GREEK THOUGHT AND LITERATURE[1]

§ 1. The Athens of Pericles. § 2. Socrates. § 3. What was the Quality of the Common Athenians? § 4. Greek Tragedy and Comedy. § 5. Plato and the Academy. § 6. Aristotle and the Lyceum. § 7. Philosophy becomes Unworldly. § 8. The Quality and Limitations of Greek Thought.

§ 1

GREEK history for the next forty years after Platæa and Mycale is a story of comparative peace and tranquillity. There were wars, but they were not intense wars. For a little while in Athens, for a section of the prosperous, there was leisure and opportunity. And by a combination of accidents and through the character of a small group of people, this leisure and opportunity produced the most remarkable and memorable results. A beautiful literature was produced; the plastic arts flourished, and the foundations of modern science were laid. Then, after an interlude of fifty odd years, the long-smouldering hostility between Athens and Sparta broke out into a fierce and exhausting war, which sapped at last the vitality of this creative movement.

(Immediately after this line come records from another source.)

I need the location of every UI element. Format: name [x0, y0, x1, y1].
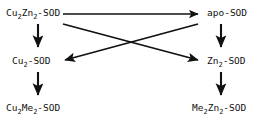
node-cu2-sod-main1: Cu — [12, 55, 23, 66]
node-cu2-sod-sub1: 2 — [23, 61, 27, 69]
node-zn2-sod-main1: Zn — [207, 55, 218, 66]
node-cu2me2-sod-sub1: 2 — [17, 108, 21, 116]
node-cu2zn2-sod-main2: Zn — [22, 7, 33, 18]
node-me2zn2-sod-main1: Me — [192, 102, 203, 113]
node-cu2me2-sod-main2: Me — [22, 102, 33, 113]
node-me2zn2-sod-tail: -SOD — [223, 102, 246, 113]
node-cu2me2-sod-tail: -SOD — [37, 102, 60, 113]
reaction-scheme-diagram: Cu2Zn2-SOD apo-SOD Cu2-SOD Zn2-SOD Cu2Me… — [0, 0, 265, 123]
node-me2zn2-sod-main2: Zn — [208, 102, 219, 113]
node-cu2zn2-sod: Cu2Zn2-SOD — [6, 8, 60, 18]
node-me2zn2-sod-sub1: 2 — [203, 108, 207, 116]
node-me2zn2-sod: Me2Zn2-SOD — [192, 103, 246, 113]
node-cu2me2-sod-main1: Cu — [6, 102, 17, 113]
node-me2zn2-sod-sub2: 2 — [219, 108, 223, 116]
node-cu2-sod: Cu2-SOD — [12, 56, 51, 66]
node-cu2zn2-sod-sub2: 2 — [33, 13, 37, 21]
node-cu2zn2-sod-main1: Cu — [6, 7, 17, 18]
node-cu2zn2-sod-tail: -SOD — [37, 7, 60, 18]
node-zn2-sod: Zn2-SOD — [207, 56, 246, 66]
node-cu2-sod-tail: -SOD — [28, 55, 51, 66]
node-cu2me2-sod-sub2: 2 — [33, 108, 37, 116]
node-apo-sod-text: apo-SOD — [207, 7, 247, 18]
node-cu2me2-sod: Cu2Me2-SOD — [6, 103, 60, 113]
node-zn2-sod-sub1: 2 — [218, 61, 222, 69]
node-zn2-sod-tail: -SOD — [223, 55, 246, 66]
node-apo-sod: apo-SOD — [207, 8, 247, 18]
node-cu2zn2-sod-sub1: 2 — [17, 13, 21, 21]
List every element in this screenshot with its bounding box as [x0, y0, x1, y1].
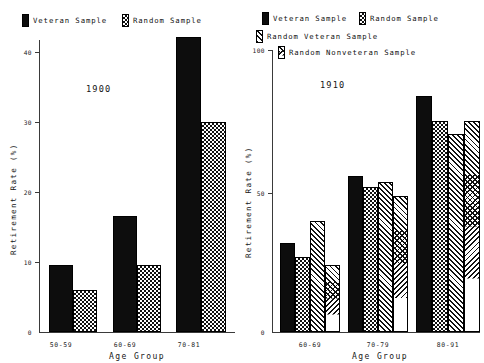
bar-veteran-70-79: [348, 176, 363, 332]
y-tick-40: [35, 52, 39, 53]
x-tick-label-60-69: 60-69: [95, 341, 155, 349]
x-tick-label-80-91: 80-91: [418, 341, 478, 349]
y-axis-line: [39, 40, 40, 333]
x-tick-label-70-81: 70-81: [159, 341, 219, 349]
y-tick-30: [35, 122, 39, 123]
y-tick-10: [35, 262, 39, 263]
bar-veteran-70-81: [176, 37, 201, 332]
y-tick-50: [268, 193, 272, 194]
y-axis-line: [272, 50, 273, 333]
plot-area-1900: 40 30 20 10 0 50-59 60-69 70-81: [0, 0, 242, 363]
bar-random-veteran-80-91: [448, 134, 464, 332]
bar-veteran-60-69: [113, 216, 137, 332]
y-tick-label-10: 10: [10, 259, 32, 266]
x-axis-line: [272, 332, 480, 333]
bar-random-50-59: [73, 290, 97, 332]
x-axis-title-1900: Age Group: [57, 352, 217, 361]
y-tick-label-100: 100: [243, 47, 265, 54]
x-axis-title-1910: Age Group: [300, 352, 460, 361]
y-axis-title-1900: Retirement Rate (%): [9, 143, 18, 255]
plot-area-1910: 100 50 0 60-69 70-79 80-91: [242, 0, 484, 363]
y-tick-20: [35, 192, 39, 193]
bar-veteran-60-69: [280, 243, 295, 332]
bar-random-nonveteran-60-69: [325, 265, 340, 332]
x-tick-label-70-79: 70-79: [348, 341, 408, 349]
bar-random-70-81: [201, 122, 226, 332]
bar-random-veteran-60-69: [310, 221, 325, 332]
panel-1900: Veteran Sample Random Sample 1900 40 30 …: [0, 0, 242, 363]
bar-random-nonveteran-80-91: [464, 121, 480, 332]
bar-veteran-50-59: [49, 265, 73, 332]
bar-veteran-80-91: [416, 96, 432, 332]
figure-two-panel-bar-charts: Veteran Sample Random Sample 1900 40 30 …: [0, 0, 484, 363]
x-axis-line: [39, 332, 235, 333]
y-tick-100: [268, 50, 272, 51]
bar-random-veteran-70-79: [378, 182, 393, 332]
y-tick-label-0: 0: [10, 329, 32, 336]
y-tick-label-0: 0: [243, 329, 265, 336]
y-tick-label-30: 30: [10, 119, 32, 126]
y-tick-label-40: 40: [10, 49, 32, 56]
bar-random-60-69: [295, 257, 310, 332]
panel-1910: Veteran Sample Random Sample Random Vete…: [242, 0, 484, 363]
bar-random-80-91: [432, 121, 448, 332]
x-tick-label-50-59: 50-59: [31, 341, 91, 349]
y-axis-title-1910: Retirement Rate (%): [244, 146, 253, 258]
bar-random-70-79: [363, 187, 378, 332]
x-tick-label-60-69: 60-69: [280, 341, 340, 349]
bar-random-60-69: [137, 265, 161, 332]
bar-random-nonveteran-70-79: [393, 196, 408, 332]
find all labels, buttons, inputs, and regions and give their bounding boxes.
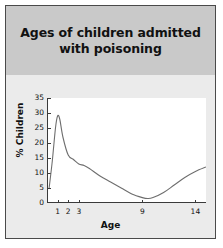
y-tick-label: 5 (39, 184, 44, 192)
y-tick-label: 0 (39, 199, 44, 207)
chart-title-band: Ages of children admitted with poisoning (6, 6, 215, 75)
y-tick-label: 10 (34, 169, 44, 177)
y-axis-tick-labels: 05101520253035 (22, 98, 44, 203)
chart-figure-card: Ages of children admitted with poisoning… (5, 5, 216, 239)
x-axis-title: Age (6, 220, 215, 230)
plot-area (47, 98, 206, 203)
data-series-line (49, 115, 206, 198)
x-tick-label: 2 (66, 208, 71, 216)
chart-plot-body: % Children 05101520253035 123914 Age (6, 75, 215, 239)
x-axis-tick-labels: 123914 (47, 206, 206, 218)
y-tick-label: 30 (34, 109, 44, 117)
x-tick-label: 14 (191, 208, 201, 216)
x-tick-label: 9 (140, 208, 145, 216)
y-tick-label: 15 (34, 154, 44, 162)
x-tick-label: 1 (55, 208, 60, 216)
x-tick-label: 3 (76, 208, 81, 216)
axes-group (47, 98, 206, 203)
line-chart-svg (47, 98, 206, 203)
chart-title: Ages of children admitted with poisoning (14, 25, 207, 56)
y-tick-label: 20 (34, 139, 44, 147)
y-tick-label: 35 (34, 94, 44, 102)
y-tick-label: 25 (34, 124, 44, 132)
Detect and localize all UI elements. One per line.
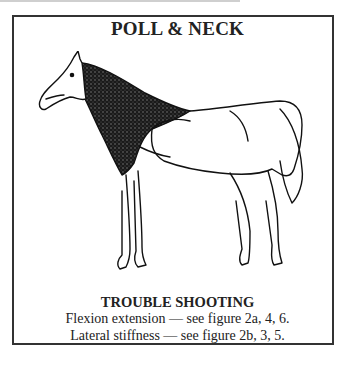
- horse-illustration: [30, 51, 330, 281]
- scan-edge: [0, 0, 240, 2]
- trouble-label: Lateral stiffness —: [70, 328, 177, 343]
- trouble-shooting-line: Flexion extension — see figure 2a, 4, 6.: [0, 311, 355, 327]
- figure-reference: see figure 2a, 4, 6.: [186, 311, 289, 326]
- trouble-shooting-line: Lateral stiffness — see figure 2b, 3, 5.: [0, 328, 355, 344]
- page-title: POLL & NECK: [0, 18, 355, 40]
- figure-reference: see figure 2b, 3, 5.: [181, 328, 285, 343]
- trouble-label: Flexion extension —: [66, 311, 183, 326]
- trouble-shooting-heading: TROUBLE SHOOTING: [0, 294, 355, 311]
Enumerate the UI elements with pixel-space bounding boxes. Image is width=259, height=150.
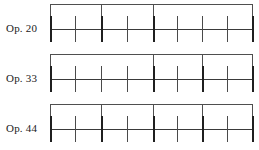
tick-major: [50, 66, 52, 92]
tick-minor: [127, 116, 128, 142]
bracket-span: [50, 54, 153, 55]
tick-major: [153, 116, 155, 142]
tick-minor: [202, 16, 203, 42]
tick-minor: [75, 116, 76, 142]
row-plot: [0, 100, 259, 150]
tick-major: [252, 16, 254, 42]
tick-major: [252, 116, 254, 142]
tick-minor: [177, 66, 178, 92]
bracket-span: [153, 4, 252, 5]
tick-major: [153, 66, 155, 92]
bracket-span: [153, 54, 202, 55]
bracket-span: [153, 104, 202, 105]
tick-major: [50, 116, 52, 142]
tick-minor: [75, 66, 76, 92]
row-plot: [0, 50, 259, 100]
bracket-span: [202, 104, 252, 105]
tick-minor: [127, 66, 128, 92]
timeline-baseline: [50, 129, 252, 130]
tick-major: [50, 16, 52, 42]
tick-major: [252, 66, 254, 92]
tick-minor: [127, 16, 128, 42]
tick-minor: [227, 16, 228, 42]
tick-major: [101, 116, 103, 142]
bracket-span: [50, 4, 101, 5]
tick-major: [202, 116, 204, 142]
timeline-baseline: [50, 29, 252, 30]
tick-minor: [75, 16, 76, 42]
tick-minor: [227, 66, 228, 92]
row-plot: [0, 0, 259, 50]
timeline-baseline: [50, 79, 252, 80]
bracket-span: [50, 104, 101, 105]
tick-minor: [177, 116, 178, 142]
tick-major: [202, 66, 204, 92]
tick-minor: [177, 16, 178, 42]
tick-major: [153, 16, 155, 42]
diagram-row: Op. 20: [0, 0, 259, 50]
diagram-row: Op. 44: [0, 100, 259, 150]
phrase-structure-diagram: Op. 20Op. 33Op. 44: [0, 0, 259, 150]
tick-minor: [101, 66, 102, 92]
bracket-span: [101, 4, 153, 5]
tick-major: [101, 16, 103, 42]
bracket-span: [202, 54, 252, 55]
diagram-row: Op. 33: [0, 50, 259, 100]
tick-minor: [227, 116, 228, 142]
bracket-span: [101, 104, 153, 105]
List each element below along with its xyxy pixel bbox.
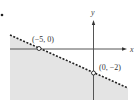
point-a-label: (−5, 0)	[32, 35, 54, 44]
y-axis-arrow-icon	[92, 20, 95, 25]
bullet-marker	[1, 14, 4, 17]
x-axis-arrow-icon	[122, 47, 127, 50]
point-b-marker	[92, 71, 96, 75]
y-axis-label: y	[90, 8, 95, 17]
point-a-marker	[37, 47, 41, 51]
inequality-graph: x y (−5, 0) (0, −2)	[0, 0, 140, 109]
x-axis-label: x	[129, 45, 134, 54]
point-b-label: (0, −2)	[99, 63, 121, 72]
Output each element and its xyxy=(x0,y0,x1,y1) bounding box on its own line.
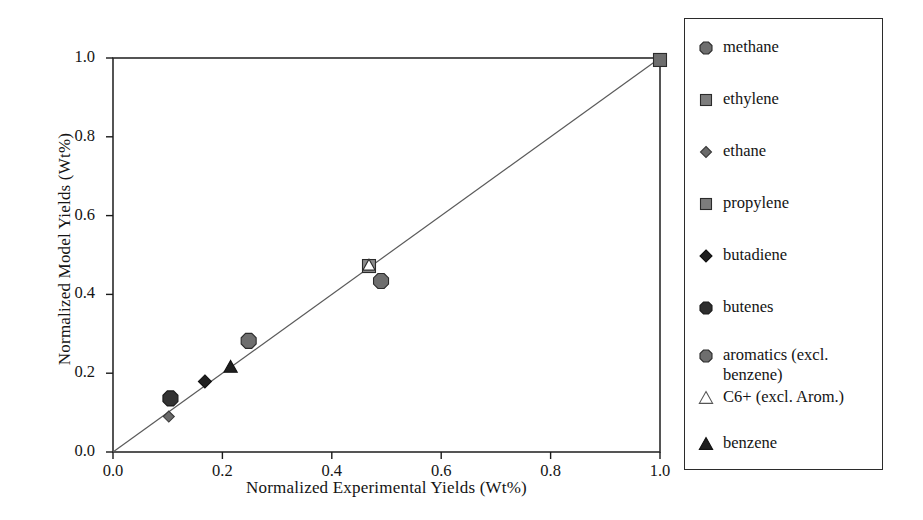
x-tick-label: 0.8 xyxy=(521,461,581,481)
legend-marker-shape xyxy=(701,199,712,210)
legend-marker-icon xyxy=(697,345,719,365)
legend-item-label: ethane xyxy=(719,141,766,161)
legend-marker-icon xyxy=(697,37,719,57)
legend-item-label: C6+ (excl. Arom.) xyxy=(719,387,844,407)
legend: methaneethyleneethanepropylenebutadieneb… xyxy=(684,18,883,470)
y-tick-label: 0.4 xyxy=(35,283,95,303)
legend-marker-icon xyxy=(697,297,719,317)
data-point-ethane xyxy=(163,411,174,422)
x-tick-label: 1.0 xyxy=(630,461,690,481)
y-tick-label: 0.0 xyxy=(35,441,95,461)
parity-reference-line xyxy=(113,58,660,452)
x-tick-label: 0.0 xyxy=(83,461,143,481)
plot-canvas xyxy=(0,0,680,520)
data-point-benzene xyxy=(224,360,237,372)
legend-marker-icon xyxy=(697,193,719,213)
y-axis-title: Normalized Model Yields (Wt%) xyxy=(55,19,75,479)
x-tick-label: 0.6 xyxy=(411,461,471,481)
legend-item-label: methane xyxy=(719,37,779,57)
data-point-ethylene xyxy=(654,53,667,66)
legend-marker-shape xyxy=(700,42,712,54)
legend-item-butenes[interactable]: butenes xyxy=(697,297,882,317)
legend-item-propylene[interactable]: propylene xyxy=(697,193,882,213)
legend-marker-icon xyxy=(697,433,719,453)
legend-marker-shape xyxy=(699,438,712,450)
legend-marker-icon xyxy=(697,245,719,265)
legend-item-aromatics-excl-benzene[interactable]: aromatics (excl. benzene) xyxy=(697,345,882,385)
x-tick-label: 0.4 xyxy=(302,461,362,481)
data-point-butadiene xyxy=(198,375,211,388)
legend-item-methane[interactable]: methane xyxy=(697,37,882,57)
data-point-butenes xyxy=(163,391,178,406)
y-tick-label: 0.2 xyxy=(35,362,95,382)
legend-item-label: benzene xyxy=(719,433,777,453)
plot-region: Normalized Experimental Yields (Wt%) Nor… xyxy=(0,0,680,520)
parity-chart-figure: Normalized Experimental Yields (Wt%) Nor… xyxy=(0,0,923,520)
legend-marker-icon xyxy=(697,89,719,109)
legend-marker-shape xyxy=(699,392,712,404)
legend-item-label: butadiene xyxy=(719,245,787,265)
x-axis-title: Normalized Experimental Yields (Wt%) xyxy=(113,478,660,498)
x-tick-label: 0.2 xyxy=(192,461,252,481)
y-tick-label: 1.0 xyxy=(35,47,95,67)
legend-marker-icon xyxy=(697,141,719,161)
legend-marker-shape xyxy=(700,302,712,314)
y-tick-label: 0.8 xyxy=(35,126,95,146)
legend-item-label: aromatics (excl. benzene) xyxy=(719,345,882,385)
legend-item-butadiene[interactable]: butadiene xyxy=(697,245,882,265)
legend-item-label: butenes xyxy=(719,297,773,317)
y-tick-label: 0.6 xyxy=(35,205,95,225)
legend-marker-shape xyxy=(701,147,712,158)
legend-marker-shape xyxy=(700,250,712,262)
legend-marker-shape xyxy=(701,95,712,106)
data-point-aromatics-excl-benzene- xyxy=(241,333,256,348)
legend-item-benzene[interactable]: benzene xyxy=(697,433,882,453)
legend-item-ethane[interactable]: ethane xyxy=(697,141,882,161)
data-point-methane xyxy=(374,274,389,289)
legend-item-c6-excl-arom[interactable]: C6+ (excl. Arom.) xyxy=(697,387,882,407)
legend-marker-icon xyxy=(697,387,719,407)
legend-item-label: ethylene xyxy=(719,89,779,109)
legend-item-label: propylene xyxy=(719,193,789,213)
legend-marker-shape xyxy=(700,350,712,362)
legend-item-ethylene[interactable]: ethylene xyxy=(697,89,882,109)
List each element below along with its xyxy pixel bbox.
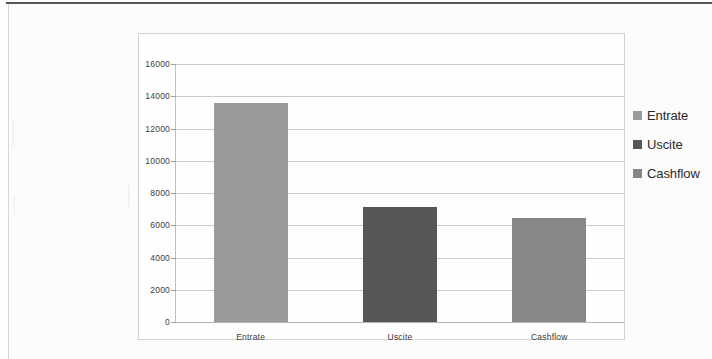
y-axis-tick-mark xyxy=(171,290,176,291)
y-axis-tick-mark xyxy=(171,161,176,162)
bar-entrate[interactable] xyxy=(214,103,288,322)
page-top-rule xyxy=(6,2,712,4)
y-axis-tick-label: 2000 xyxy=(126,285,170,295)
y-axis-tick-label: 12000 xyxy=(126,124,170,134)
y-axis-tick-labels: 1600014000120001000080006000400020000 xyxy=(124,64,170,322)
y-axis-tick-label: 10000 xyxy=(126,156,170,166)
x-axis-label: Cashflow xyxy=(475,332,624,342)
y-axis-tick-mark xyxy=(171,64,176,65)
y-axis-tick-label: 0 xyxy=(126,317,170,327)
bar-cashflow[interactable] xyxy=(512,218,586,322)
legend-swatch-icon xyxy=(633,169,642,178)
y-axis-tick-mark xyxy=(171,322,176,323)
y-axis-tick-mark xyxy=(171,96,176,97)
y-axis-tick-mark xyxy=(171,129,176,130)
scan-speckle xyxy=(12,120,14,146)
legend-item-cashflow[interactable]: Cashflow xyxy=(633,166,709,180)
y-axis-tick-label: 16000 xyxy=(126,59,170,69)
legend-label: Entrate xyxy=(647,108,688,123)
page-left-margin-line xyxy=(8,4,9,359)
legend-item-entrate[interactable]: Entrate xyxy=(633,108,709,122)
gridline xyxy=(176,96,624,97)
y-axis-tick-label: 4000 xyxy=(126,253,170,263)
y-axis-tick-label: 14000 xyxy=(126,91,170,101)
bar-uscite[interactable] xyxy=(363,207,437,322)
y-axis-tick-mark xyxy=(171,225,176,226)
x-axis-label: Uscite xyxy=(325,332,474,342)
x-axis-label: Entrate xyxy=(176,332,325,342)
legend-item-uscite[interactable]: Uscite xyxy=(633,137,709,151)
y-axis-tick-mark xyxy=(171,258,176,259)
y-axis-tick-mark xyxy=(171,193,176,194)
gridline xyxy=(176,64,624,65)
chart-legend: Entrate Uscite Cashflow xyxy=(633,108,709,195)
y-axis-tick-label: 6000 xyxy=(126,220,170,230)
y-axis-tick-label: 8000 xyxy=(126,188,170,198)
legend-swatch-icon xyxy=(633,111,642,120)
legend-label: Uscite xyxy=(647,137,683,152)
legend-label: Cashflow xyxy=(647,166,700,181)
scan-speckle xyxy=(13,196,15,214)
legend-swatch-icon xyxy=(633,140,642,149)
gridline xyxy=(176,322,624,323)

This war is known in history as the Peloponnesian War; it went on for nearly thirty years, and wasted all the power of Greece. At first Athens was in the ascendant, then Sparta. Then arose Thebes, a city not fifty miles from Athens, to overshadow Sparta. Once more Athens flared into importance as the head of a confederation. The story must be told at considerable length or not told at all. It is a story of narrow rivalries and inexplicable hatreds

  1. See in relation to this chapter, Zimmern's Greek Commonwealth. A very handy book for the student in this section is Abbott's Skeleton Outline of Greek History.